Latest Birgitta Conference CFP: Devon, England, 21-24 July 2015

Eddie Jones and Claes Gejrot are happy to announce the CFP for the latest in the series of Birgitta conferences, this time on the topic of “Continuity and Change in the Birgittine Order.”

See the online CFP here, also pasted below:

http://humanities.exeter.ac.uk/english/research/conferences/syoncontinuityandchangeinthebirgittineorder/

Continuity and Change in the Birgittine Order

(Syon Abbey 1415-2015)

Dartington Hall, Devon, 21-24 July 2015

The Birgittine order, over its more than six centuries of existence, has seen many changes: periods of growth and decline, expansion and retrenchment, patronage and persecution; individual houses have been suppressed and restored, declined, revived, relocated, and finally closed; the Birgittine vine has put out new branches, some of which have taken, and some not. And all this against a backdrop of religious, political, and social upheaval and change, that has not always remained safely in the background.

Are there any constants? The office, perhaps, or the habit, the rule (or rules?!), the spirit of the saint herself … something intangibly, indefinably Birgittine? Is Birgittine identity about adherence to an essence or ideal, or something that is worked out in practice? Is the idea of charism useful, or an obstacle to historical analysis?

Such questions come into focus sharply this year, when England’s house of Birgittines, Syon Abbey, celebrates the six hundredth anniversary of its foundation by King Henry V in 1415. Those six centuries have seen dramatic fluctuations in fortune, and as many as twenty changes of abode, from the abbey’s medieval heyday by the Thames in Middlesex, through suppression under Henry VIII, restoration by Queen Mary, exile in the Low Countries and France, a two-hundred-year sojourn in Portugal, the return to south-west England, late twentieth-century downsizing, and closure of the convent in 2011. Rule and constitutions have been reinterpreted and rewritten; the office has been sung in Latin, abandoned for the Roman breviary, restored in Latin, and translated into English. The community has seen kingdoms rise and fall; lived through war, fire and earthquake, and responded to the councils of Konstanz, Trent and Vatican II.

The latest in the series of Birgitta conferences will take place at Dartington Hall in Devon, England, 21-24 July 2015. Proposals for papers of 20 minutes duration will be welcomed by the organisers Eddie Jones and  Claes Gejrot by the deadline of 15 January 2015. The language of the conference will be English. We are equally interested in proposals on Syon Abbey, other Birgittine houses, or the order as a whole. Papers need not engage directly with the question of ‘continuity and change’, though this will be an advantage if we are over-subscribed. Recognising that the period has so far been under-explored, we will be particularly pleased to hear proposals that look at Birgittine experience since 1800.

Registration

Registration for the conference will be available on this site soon.

Sexcentenary event at Syon Park, 19 July 2015 

We imagine that many delegates will also be interested in attending a commemoration of Syon’s foundation that is being held in the grounds of Syon Park, Isleworth, site of Syon Abbey from 1431 until the dissolution, on Sunday 19 July 2015. (For location, see http://www.syonpark.co.uk/.) Organisation of the event is being led by the church of St Bridget of Sweden and Our Lady of Sorrows, Isleworth. It will feature an ecumenical service led by the archbishop of Westminster, Cardinal Vincent Nichols. We are involved in preparations for the event, and will provide further details as they become available.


WHAT THIS TASK INVOLVES: Each line that includes the word "annotation" should be copied from the records.

DATA FOR THE TASK:
------

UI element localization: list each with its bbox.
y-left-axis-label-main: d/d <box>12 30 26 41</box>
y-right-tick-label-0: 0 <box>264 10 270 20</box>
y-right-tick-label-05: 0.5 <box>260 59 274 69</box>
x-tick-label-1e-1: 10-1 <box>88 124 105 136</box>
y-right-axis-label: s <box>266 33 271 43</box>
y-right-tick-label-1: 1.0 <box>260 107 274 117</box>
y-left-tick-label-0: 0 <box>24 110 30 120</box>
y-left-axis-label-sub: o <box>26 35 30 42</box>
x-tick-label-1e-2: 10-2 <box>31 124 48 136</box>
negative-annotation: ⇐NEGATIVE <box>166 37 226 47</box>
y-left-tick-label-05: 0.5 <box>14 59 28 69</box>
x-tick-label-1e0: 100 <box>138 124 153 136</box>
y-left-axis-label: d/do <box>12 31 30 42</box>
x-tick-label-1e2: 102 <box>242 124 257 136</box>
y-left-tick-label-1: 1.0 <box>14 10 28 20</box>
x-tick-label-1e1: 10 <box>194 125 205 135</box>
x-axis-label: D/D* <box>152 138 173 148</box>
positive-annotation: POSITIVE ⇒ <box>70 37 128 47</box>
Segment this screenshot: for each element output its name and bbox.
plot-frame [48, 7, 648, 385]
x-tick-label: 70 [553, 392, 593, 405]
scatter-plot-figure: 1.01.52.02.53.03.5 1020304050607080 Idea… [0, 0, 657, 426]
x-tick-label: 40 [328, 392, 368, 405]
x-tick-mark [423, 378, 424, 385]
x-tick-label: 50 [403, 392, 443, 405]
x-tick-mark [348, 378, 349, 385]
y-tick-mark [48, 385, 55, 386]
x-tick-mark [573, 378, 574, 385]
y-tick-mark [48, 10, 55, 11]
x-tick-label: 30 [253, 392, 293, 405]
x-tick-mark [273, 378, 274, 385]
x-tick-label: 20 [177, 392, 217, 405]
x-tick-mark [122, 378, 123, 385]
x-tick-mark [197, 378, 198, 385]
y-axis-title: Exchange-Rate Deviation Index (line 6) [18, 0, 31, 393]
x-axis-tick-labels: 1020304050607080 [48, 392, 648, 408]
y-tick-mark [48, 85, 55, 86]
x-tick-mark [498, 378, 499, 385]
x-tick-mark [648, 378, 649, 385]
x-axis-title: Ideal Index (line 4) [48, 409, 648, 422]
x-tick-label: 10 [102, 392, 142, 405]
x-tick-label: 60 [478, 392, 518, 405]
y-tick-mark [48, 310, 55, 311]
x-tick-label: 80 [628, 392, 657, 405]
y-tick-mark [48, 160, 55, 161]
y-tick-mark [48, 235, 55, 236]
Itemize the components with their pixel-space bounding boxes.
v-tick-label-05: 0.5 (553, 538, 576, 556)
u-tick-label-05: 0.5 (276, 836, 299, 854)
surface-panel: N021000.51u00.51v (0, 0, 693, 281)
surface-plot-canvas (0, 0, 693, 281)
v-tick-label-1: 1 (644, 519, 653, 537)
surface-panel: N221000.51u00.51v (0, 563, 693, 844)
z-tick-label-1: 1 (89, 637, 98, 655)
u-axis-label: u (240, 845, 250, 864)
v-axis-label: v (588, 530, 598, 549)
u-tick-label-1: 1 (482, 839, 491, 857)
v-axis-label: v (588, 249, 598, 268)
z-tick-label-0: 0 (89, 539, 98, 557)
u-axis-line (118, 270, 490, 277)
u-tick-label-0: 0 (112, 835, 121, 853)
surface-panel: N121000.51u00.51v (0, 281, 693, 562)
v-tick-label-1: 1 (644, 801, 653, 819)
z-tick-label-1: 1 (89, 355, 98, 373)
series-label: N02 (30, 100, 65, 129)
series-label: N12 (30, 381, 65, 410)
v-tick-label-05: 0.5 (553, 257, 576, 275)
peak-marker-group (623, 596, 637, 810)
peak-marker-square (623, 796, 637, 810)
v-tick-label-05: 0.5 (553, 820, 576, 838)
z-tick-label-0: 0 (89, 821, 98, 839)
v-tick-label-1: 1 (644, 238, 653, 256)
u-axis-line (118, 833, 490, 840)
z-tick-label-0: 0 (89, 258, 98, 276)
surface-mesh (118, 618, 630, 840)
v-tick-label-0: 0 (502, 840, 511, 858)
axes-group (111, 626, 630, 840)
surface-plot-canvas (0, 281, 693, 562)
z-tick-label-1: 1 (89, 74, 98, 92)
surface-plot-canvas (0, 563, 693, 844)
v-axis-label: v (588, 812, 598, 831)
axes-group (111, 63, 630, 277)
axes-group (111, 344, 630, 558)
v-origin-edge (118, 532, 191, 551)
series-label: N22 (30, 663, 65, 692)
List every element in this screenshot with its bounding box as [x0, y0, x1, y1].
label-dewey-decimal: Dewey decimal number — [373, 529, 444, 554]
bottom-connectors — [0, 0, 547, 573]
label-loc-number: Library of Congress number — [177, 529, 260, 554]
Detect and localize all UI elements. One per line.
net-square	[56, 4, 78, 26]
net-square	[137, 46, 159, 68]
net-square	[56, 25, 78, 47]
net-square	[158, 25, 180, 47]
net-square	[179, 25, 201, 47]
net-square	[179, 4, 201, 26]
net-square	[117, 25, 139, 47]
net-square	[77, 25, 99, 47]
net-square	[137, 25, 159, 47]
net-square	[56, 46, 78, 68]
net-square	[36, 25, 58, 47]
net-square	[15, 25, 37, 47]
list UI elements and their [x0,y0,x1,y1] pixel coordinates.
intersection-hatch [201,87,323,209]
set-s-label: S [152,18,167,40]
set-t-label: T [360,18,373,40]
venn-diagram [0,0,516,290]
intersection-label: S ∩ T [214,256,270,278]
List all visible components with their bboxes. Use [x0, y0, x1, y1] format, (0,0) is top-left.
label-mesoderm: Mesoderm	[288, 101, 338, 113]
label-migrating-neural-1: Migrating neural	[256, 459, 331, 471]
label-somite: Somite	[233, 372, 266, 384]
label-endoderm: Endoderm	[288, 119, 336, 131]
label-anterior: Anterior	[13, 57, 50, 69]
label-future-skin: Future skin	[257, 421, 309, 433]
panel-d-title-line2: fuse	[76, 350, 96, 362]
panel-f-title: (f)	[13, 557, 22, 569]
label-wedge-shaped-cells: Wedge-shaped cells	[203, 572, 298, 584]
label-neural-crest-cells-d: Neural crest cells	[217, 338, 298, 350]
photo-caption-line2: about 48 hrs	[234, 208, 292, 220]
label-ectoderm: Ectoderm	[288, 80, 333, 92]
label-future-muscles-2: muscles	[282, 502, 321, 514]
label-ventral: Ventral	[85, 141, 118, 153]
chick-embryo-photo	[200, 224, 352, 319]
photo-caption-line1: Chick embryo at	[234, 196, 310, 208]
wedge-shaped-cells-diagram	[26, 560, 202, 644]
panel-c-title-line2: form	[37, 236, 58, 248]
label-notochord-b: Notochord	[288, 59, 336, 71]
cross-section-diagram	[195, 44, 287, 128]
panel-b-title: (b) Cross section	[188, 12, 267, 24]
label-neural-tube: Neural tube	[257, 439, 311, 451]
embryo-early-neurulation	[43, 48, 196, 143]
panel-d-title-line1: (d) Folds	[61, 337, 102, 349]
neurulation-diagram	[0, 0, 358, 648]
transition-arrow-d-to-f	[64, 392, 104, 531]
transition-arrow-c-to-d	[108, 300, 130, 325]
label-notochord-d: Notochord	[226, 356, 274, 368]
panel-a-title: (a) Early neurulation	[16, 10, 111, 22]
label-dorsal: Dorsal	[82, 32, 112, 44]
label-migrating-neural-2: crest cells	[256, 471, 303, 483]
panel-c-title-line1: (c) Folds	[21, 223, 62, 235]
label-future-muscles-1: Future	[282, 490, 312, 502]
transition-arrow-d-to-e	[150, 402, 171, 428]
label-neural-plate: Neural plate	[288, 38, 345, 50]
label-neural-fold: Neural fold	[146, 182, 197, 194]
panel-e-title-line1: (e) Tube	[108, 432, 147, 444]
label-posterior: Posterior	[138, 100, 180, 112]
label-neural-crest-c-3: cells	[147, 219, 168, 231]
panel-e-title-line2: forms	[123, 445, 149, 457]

------

ANSWER BELOW:
negative-annotation: ⇐NEGATIVE <box>166 37 226 47</box>
positive-annotation: POSITIVE ⇒ <box>70 37 128 47</box>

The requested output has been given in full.